In nearly every U.S. state, property rights — including estate rights — apply to spouses, whether the marriage is a first or subsequent marriage. Although the laws are complex and can vary dramatically from state to state, you should at least review your estate plan if you've remarried to help ensure your assets will go where you intend. Here's an overview of how states regard estate plan provisions — and what you can control.
Spousal property rights are creatures of state law, so it's critical to familiarize yourself with the laws in your state to achieve your planning objectives. Most states provide a surviving spouse with an "elective share" of the deceased spouse's estate, regardless of the terms of his or her will or certain other documents. The remaining states (except Georgia) are community property states.
Generally, a surviving spouse's elective share ranges from 30% to 50%, though some states start lower and provide for progressively larger shares as the duration of the marriage increases. Perhaps the most significant variable, with respect to planning, is the definition of assets subject to the surviving spouse's elective share rights.
In some states, the elective share applies only to the "probate estate" — generally, assets held in the deceased spouse's name alone that don't have a beneficiary designation. In other states, it applies to the "augmented estate," which is the probate estate plus certain nonprobate assets, such as: revocable trusts; life insurance policies; retirement accounts that pass according to a beneficiary designation or transfer-on-death designation; jointly owned assets that pass automatically to a joint owner; and lifetime gifts made during a specified "lookback" period prior to death.
Elective shares are designed to protect surviving spouses from being disinherited. But there may be good reasons for limiting the amount of property that goes to your spouse when you die. For one thing, your spouse may possess substantial wealth in his or her own name. And you may want most of your estate to go to your children from a previous marriage. Or perhaps the bulk of your wealth is tied up in a family business that you want to keep in the family.
Strategies for minimizing the impact of your spouse's elective share on your estate plan include making lifetime gifts. By transferring property to your children or other loved ones during your lifetime (either outright or through an irrevocable trust), you remove those assets from your probate estate and place them beyond the reach of your surviving spouse's elective share. If your state uses an augmented estate to determine a spouse's elective share, lifetime gifts will be protected so long as they're made before the lookback period or, if permitted, your spouse waives the lookback period.
Another option may be to transfer assets to a revocable trust. In most (but not all) probate-only states, transferring assets to a revocable trust is sufficient to shield them from your spouse's elective share. In augmented estate jurisdictions, the elective share generally applies to revocable trusts. However, the laws of some states provide that the augmented estate only includes assets transferred to a revocable trust during marriage. In that case, it may be possible to protect assets from the elective share by transferring them to a revocable trust before remarrying.
Other strategies that might be available:
Community property states take a different approach to protecting a surviving spouse's interests. Rather than provide the spouse with an elective share of the deceased spouse's assets, community property laws generally give each spouse an undivided one-half interest in all money earned and property acquired during marriage, regardless of how it's titled. Certain exceptions exist.

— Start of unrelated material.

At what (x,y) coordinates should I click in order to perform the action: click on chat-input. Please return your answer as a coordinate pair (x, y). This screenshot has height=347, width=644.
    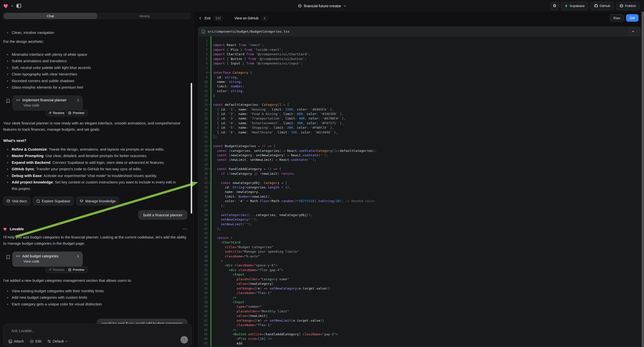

In other words, there's no need to give a surviving spouse the ability to override the terms of the deceased spouse's estate plan because the deceased spouse lacks the power to dispose of the surviving spouse's half of the community property. But as in elective share states, there may be strategies to limit the surviving spouse's rights to marital property. For example, the surviving spouse can waive his or her rights to them in a prenuptial or postnuptial agreement.
Remarriage generally requires you to review most of your financial arrangements — and this includes your estate plan. Work with a professional advisor to evaluate the impact of state laws on your plan and to potentially establish a trust or use other strategies to help ensure your wishes will be carried out. Be sure to review your estate plan if you move to another state.